§ Stored data
□ □ □ □
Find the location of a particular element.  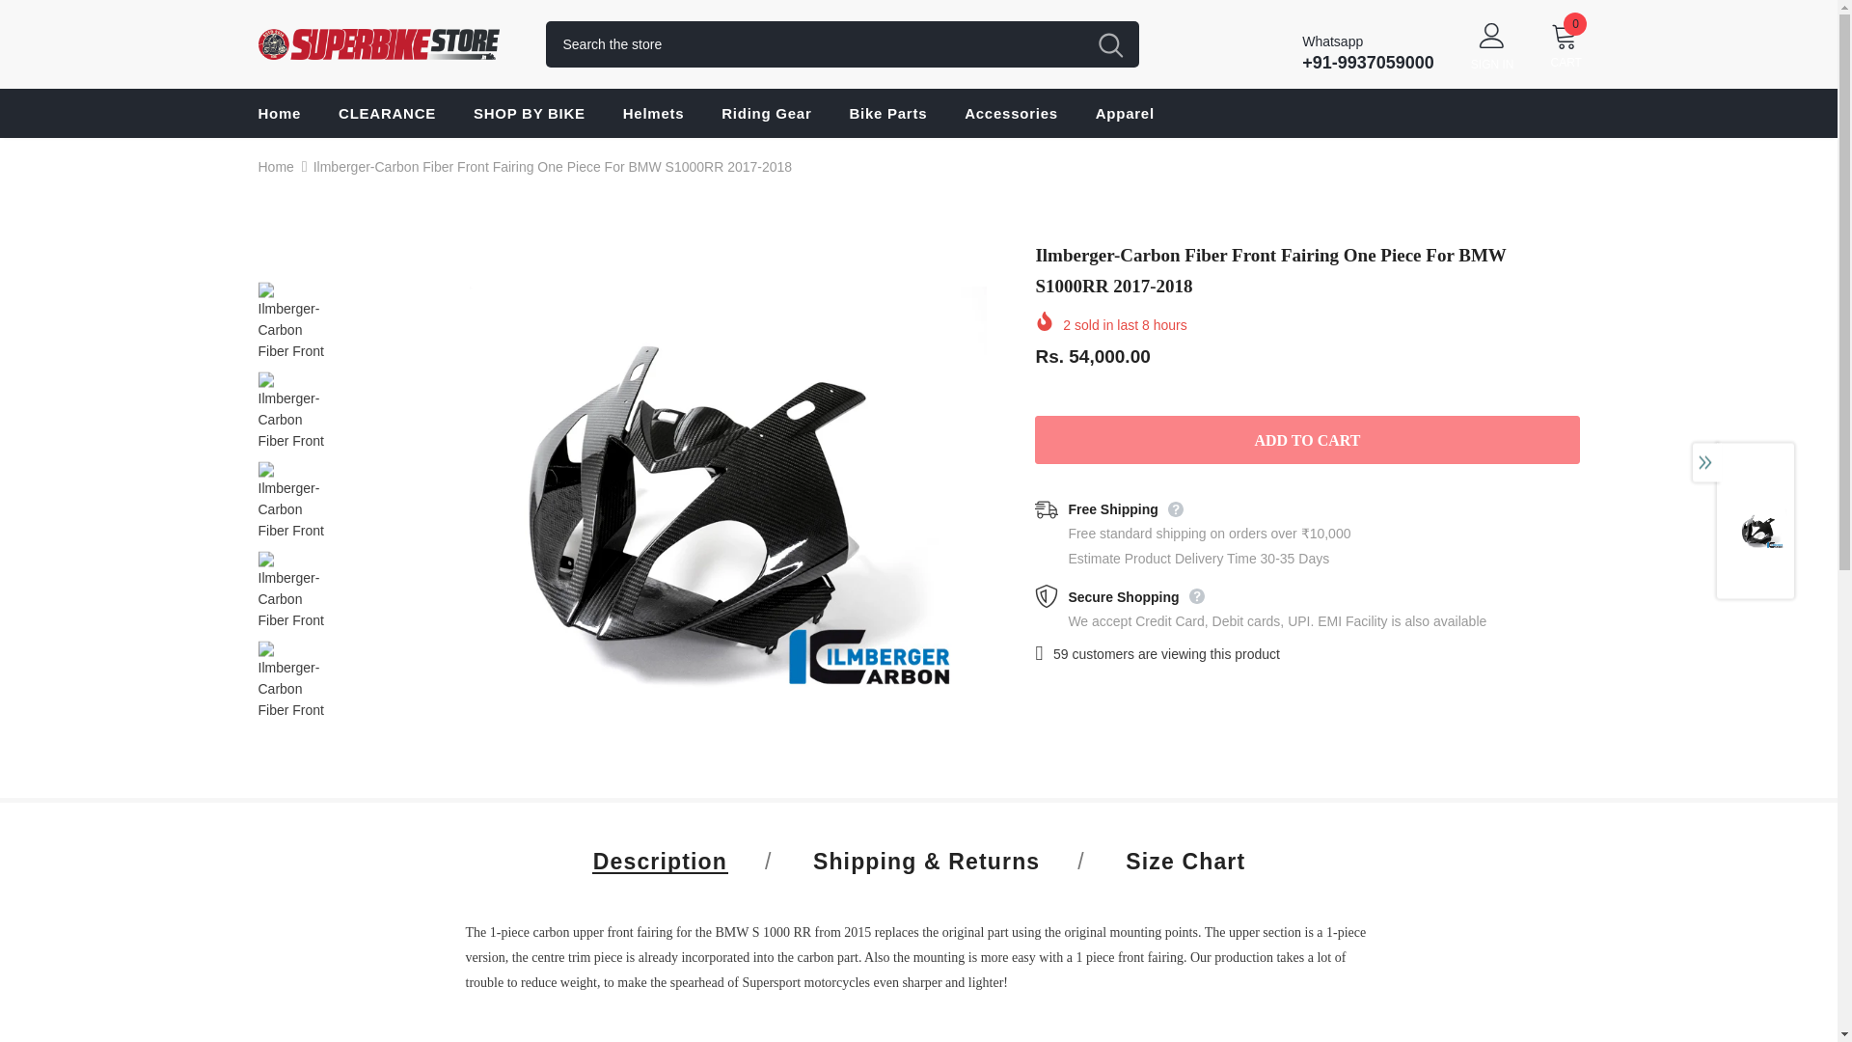

Add to cart is located at coordinates (1307, 439).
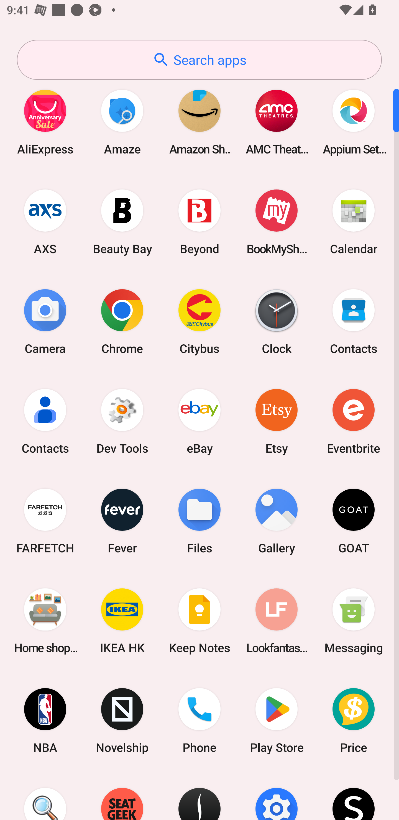 The width and height of the screenshot is (399, 820). Describe the element at coordinates (45, 621) in the screenshot. I see `Home shopping` at that location.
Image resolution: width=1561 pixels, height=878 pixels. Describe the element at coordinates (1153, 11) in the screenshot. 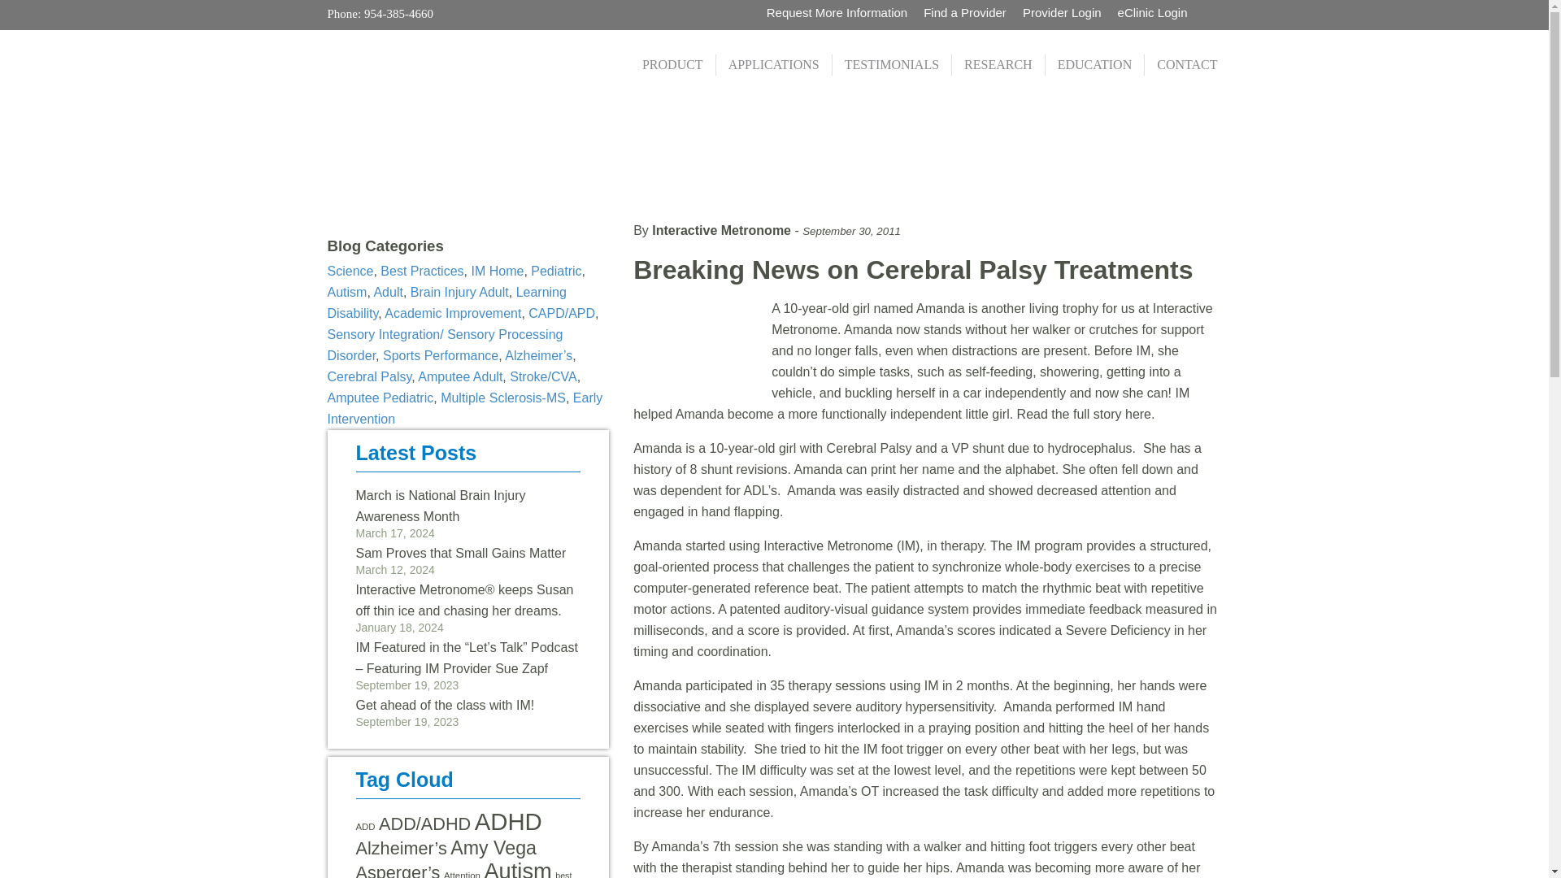

I see `eClinic Login` at that location.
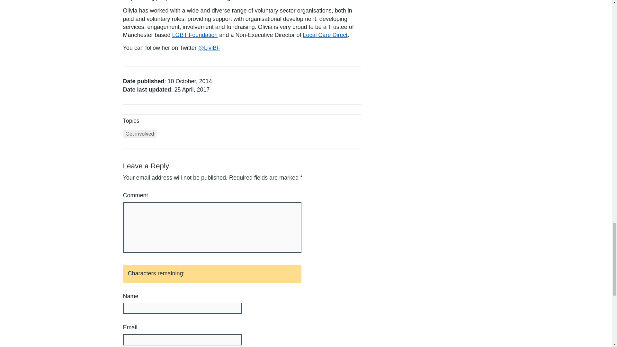  I want to click on Local Care Direct, so click(325, 35).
□ □ □ □
§ Required work
Give the entries again exactly. Pictures stay out.

§ Response to the exercise
Find the location of a particular element.  

Add to cart is located at coordinates (1307, 439).
 The width and height of the screenshot is (399, 820). Describe the element at coordinates (45, 621) in the screenshot. I see `Home shopping` at that location.
Image resolution: width=1561 pixels, height=878 pixels. Describe the element at coordinates (1153, 11) in the screenshot. 

I see `eClinic Login` at that location.
  I want to click on Local Care Direct, so click(325, 35).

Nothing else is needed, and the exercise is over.